I define Customer Success Management as the process of moving customers toward their ever-evolving Desired Outcome. Again, across the entire lifecycle.
You can’t have Customer Success without engagement across the lifecycle.
For context, on Friday, May 19, 2017, I did a Customer Success Ask Me Anything (AMA) on Facebook live. It was awesome. The video is embedded below and below that is the transcript (edited for better readability) that answers the question.
How to keep customers engaged post-training?
He goes on to say: We’re running into the issue of customers diving straight into our tool, post training. But then we have severe decline two to four weeks after that training. I have several ideas brewing to tackle the problem. But been reading a lot of your blogs and wanted get your take on staff in the health care industries.
The customers sort of go through training, they dive into the tool, and then just a few weeks later they’re not using it. You know. So how do we fix that? I would say your training needs to be fixed probably. A lot of what happens is we overwhelm our customers. So there’s a really good chance that you’re giving your customers way too much. And that, by the time that they get back, they get in, a lot of that stuff either doesn’t apply immediately or they forget it.
So, that’s again without knowing exactly what your situation is. That’s something I see quite a bit of. We need to sort of scale back. It’s sort of counter intuitive. But we actually need to scale back in what we give our customers right at first. There’s a tendency to want to over deliver. Especially in the technology world. I find this to be incredibly true.
We really want to over deliver with our customers. Almost wow them. That wow moment idea gets blown out of proportion. We want to like wow them up front with all this stuff. We want to give them everything. And the reality is, we tend to overwhelm.
There’s this concept in back in the sort of what we would call internet marketing, that was even pre-internet marketing of this selling content, selling information. So info-marketing. What people would actually sell books and training manuals and stuff. There’s this concept called, “Thud Factor.”
That as soon as you bought something, you know. Six to eight weeks later, the UPS person would show up and you would hear this “thud” when they dropped all of this material that you bought. Right, so you would feel really good that you just made three payments of 299 or something for this gigantic stack of material that you will never go through.
Thud factor.
We don’t need to do that these days. We don’t need to impress people with the amount of content, information we can give them. But what we need to do is give them an Appropriate Experience and get them to start getting value out of their relationship with us. And then keep them getting value in that relationship with us over time.
So, don’t overwhelm. I think just with training we have a tendency to do that.
The other thing is, we tend to let especially if we’ve trained them, we tend to then let customers just do whatever they want. And that sounds great. Let your customers do whatever they want. The reality is, our customers are gonna do whatever they want anyway. So, our job is to provide them some guidance. You know, when they come out of training, have a 30/60/90 day plan, that says this is what you’re gonna do.
And if it’s a daily use kind of product, then this is what you’re gonna do on a daily routine.
So have a very specific plan in mind. Be prescriptive. Tell them what they need to do. Joshua also provided a couple of examples of things that they were already trying.
- Gamification
- More tailored and specific end user communication pre and post training
- Deeper project manager engagement
- Expanding training with ongoing and refresher points
Gamification is something people want to jump into but I think is generally not necessary.
Some of the other suggestions there are things that Joshua was already thinking about, were, you know, kind of in line what I said. Giving more guidance. I would take it a step further and just say be very very specific. Give your customers, especially when they come out of training. Again, maybe go back and look at the training. Are we giving them too much?
Could we pare it down into something that, maybe they do two or three times a year. But it’s smaller chunks. And it’s going to give them just what they need to start getting value over the next 30/60/90 days. And then we can do more training down the road.
I think we have to think about this from our customer’s perspective. And that means getting out of our own way. Moving our ego aside. Stop thinking about all of the investment that we have in our amazing product. That can do so many amazing things. But if our customers are starting here and our product is here we’re trying to give them everything here. We’re missing out on taking them from where they are to where they need to be.
And that’s the thing. We need to meet our customers where they are, and move them along the path. I think that’s the best way to look at this. Is don’t overwhelm.
Be prescriptive.
Be very clear with our customers.
And when they come out of training, and that training should probably be pared back a little bit. They’re gonna have an exact plan on how to be successful.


Task directions: Pictures must not be copied, but every entry must be reproduced exactly.
____
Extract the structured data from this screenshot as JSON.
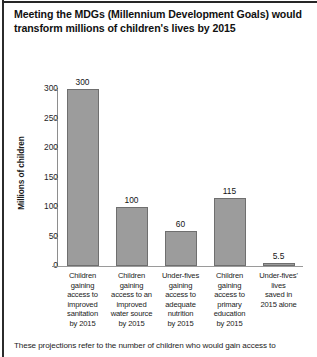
{
  "title": "Meeting the MDGs (Millennium Development Goals) would transform millions of children's lives by 2015",
  "footer": "These projections refer to the number of children who would gain access to",
  "chart_data": {
    "type": "bar",
    "title": "Meeting the MDGs (Millennium Development Goals) would transform millions of children's lives by 2015",
    "xlabel": "",
    "ylabel": "Millions of children",
    "ylim": [
      0,
      300
    ],
    "yticks": [
      0,
      50,
      100,
      150,
      200,
      250,
      300
    ],
    "ytick_labels": [
      "0",
      "50",
      "100",
      "150",
      "200",
      "250",
      "300"
    ],
    "grid": false,
    "legend": "none",
    "bar_color": "#9c9c9c",
    "bar_edge_color": "#6f6f6f",
    "categories": [
      "Children gaining access to improved sanitation by 2015",
      "Children gaining access to an improved water source by 2015",
      "Under-fives gaining access to adequate nutrition by 2015",
      "Children gaining access to primary education by 2015",
      "Under-fives' lives saved in 2015 alone"
    ],
    "category_lines": [
      [
        "Children",
        "gaining",
        "access to",
        "improved",
        "sanitation",
        "by 2015"
      ],
      [
        "Children",
        "gaining",
        "access to an",
        "improved",
        "water source",
        "by 2015"
      ],
      [
        "Under-fives",
        "gaining",
        "access to",
        "adequate",
        "nutrition",
        "by 2015"
      ],
      [
        "Children",
        "gaining",
        "access to",
        "primary",
        "education",
        "by 2015"
      ],
      [
        "Under-fives'",
        "lives",
        "saved in",
        "2015 alone"
      ]
    ],
    "values": [
      300,
      100,
      60,
      115,
      5.5
    ],
    "value_labels": [
      "300",
      "100",
      "60",
      "115",
      "5.5"
    ]
  }
}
____
Exercise result:
Extract the structured data from this screenshot as JSON.
{
  "title": "Meeting the MDGs (Millennium Development Goals) would transform millions of children's lives by 2015",
  "footer": "These projections refer to the number of children who would gain access to",
  "chart_data": {
    "type": "bar",
    "title": "Meeting the MDGs (Millennium Development Goals) would transform millions of children's lives by 2015",
    "xlabel": "",
    "ylabel": "Millions of children",
    "ylim": [
      0,
      300
    ],
    "yticks": [
      0,
      50,
      100,
      150,
      200,
      250,
      300
    ],
    "ytick_labels": [
      "0",
      "50",
      "100",
      "150",
      "200",
      "250",
      "300"
    ],
    "grid": false,
    "legend": "none",
    "bar_color": "#9c9c9c",
    "bar_edge_color": "#6f6f6f",
    "categories": [
      "Children gaining access to improved sanitation by 2015",
      "Children gaining access to an improved water source by 2015",
      "Under-fives gaining access to adequate nutrition by 2015",
      "Children gaining access to primary education by 2015",
      "Under-fives' lives saved in 2015 alone"
    ],
    "category_lines": [
      [
        "Children",
        "gaining",
        "access to",
        "improved",
        "sanitation",
        "by 2015"
      ],
      [
        "Children",
        "gaining",
        "access to an",
        "improved",
        "water source",
        "by 2015"
      ],
      [
        "Under-fives",
        "gaining",
        "access to",
        "adequate",
        "nutrition",
        "by 2015"
      ],
      [
        "Children",
        "gaining",
        "access to",
        "primary",
        "education",
        "by 2015"
      ],
      [
        "Under-fives'",
        "lives",
        "saved in",
        "2015 alone"
      ]
    ],
    "values": [
      300,
      100,
      60,
      115,
      5.5
    ],
    "value_labels": [
      "300",
      "100",
      "60",
      "115",
      "5.5"
    ]
  }
}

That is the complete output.